F1 2019 has been a hotbed of post-processing action since its launch in June. Both AMD and Nvidia will, at some point, incorporate their own GPU technologies into Codemaster’s latest game: AMD with FidelityFX and CAS, and Nvidia with Deep Learning Super Sampling (DLSS). However, Nvidia DLSS support will have to wait for a later patch.

“Just a quick update on yesterday’s correction to our patch notes for 1.07,” Codemasters’ updated patch notes read. “We inadvertently released a partially completed integration of Nvidia’s DLSS technology in patch 1.07 which was not supposed to be enabled until a later patch. We are currently working towards enabling this in a completed state for an upcoming patch. Thanks to Nvidia for helping us in tracking down this issue.”

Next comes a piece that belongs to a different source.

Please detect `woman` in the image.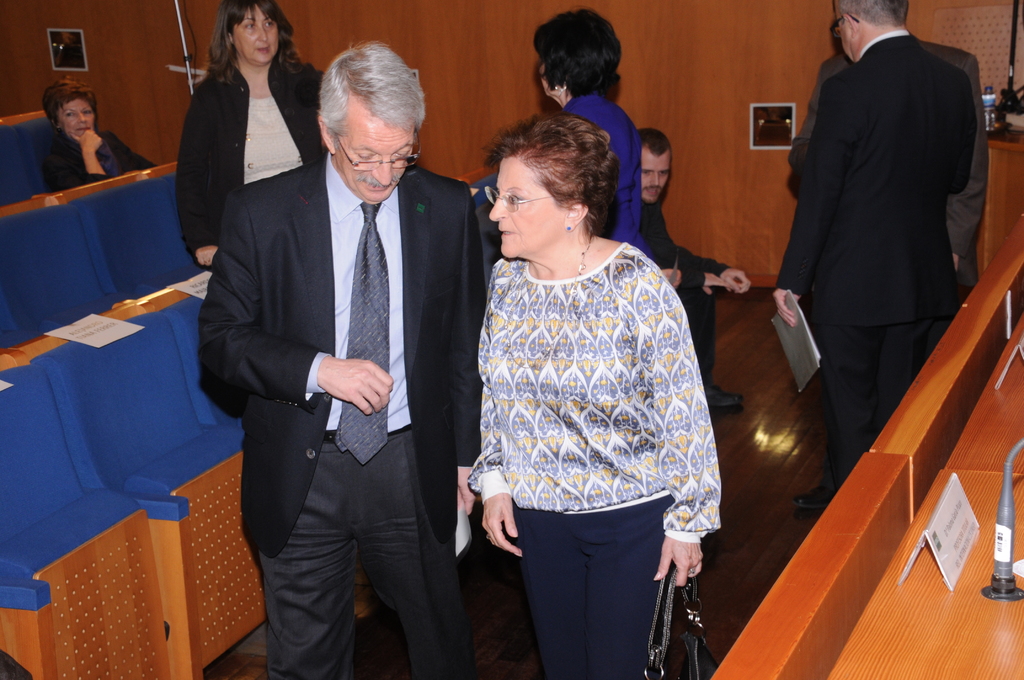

AMD’s FidelityFX CAS is live in patch 1.07, however, which the company claims will have a low performance cost, particularly on AMD Navi and Vega graphics cards. Both of these architectures are built with the ability to compute two FP16 operations at once for more efficient operation, otherwise known as Rapid Packed Math. AMD Navi launched this time last month in the RX 5700-series graphics cards, which should be perfectly suited for the job.

According to AMD, CAS exposes detail in low-contrast areas, maintaining sharpness and image clarity while minimising artifacts. There are two settings:

  • TAA and FidelityFX Sharpening, which simply applies CAS to a scene.
  • TAA and FidelityFX Upscaling, which renders a scene at a reduced resolution before applying TAA and CAS to upscale the image to the specified resolution.

The actual effect of CAS you can see in the image AMD provided below. It’s only a slight change, but nonetheless, if performance impact is indeed negligible, the optional upsampling included with CAS could prove itself a net gain for users on GPUs unable to hit higher resolutions capable of delivering greater clarity and sharpness natively.

AMD FidelityFX

Nvidia similarly offers upscaling with DLSS, which is also (in theory) capable of a secondary mode purely for anti-aliasing and image quality called DLSS 2x. One of the major differences between the two companies’ approaches is Nvidia’s use of deep learning and its Turing architecture’s inference Tensor Cores, requiring its cards.

Nvidia’s DLSS technology is also a closed ecosystem, while AMD’s FidelityFX is open-source. An unexpected result of which is AMD’s tech works on Nvidia graphics cards, too.

The F1 2019 patch enabling CAS, version 1.07, is already live in-game.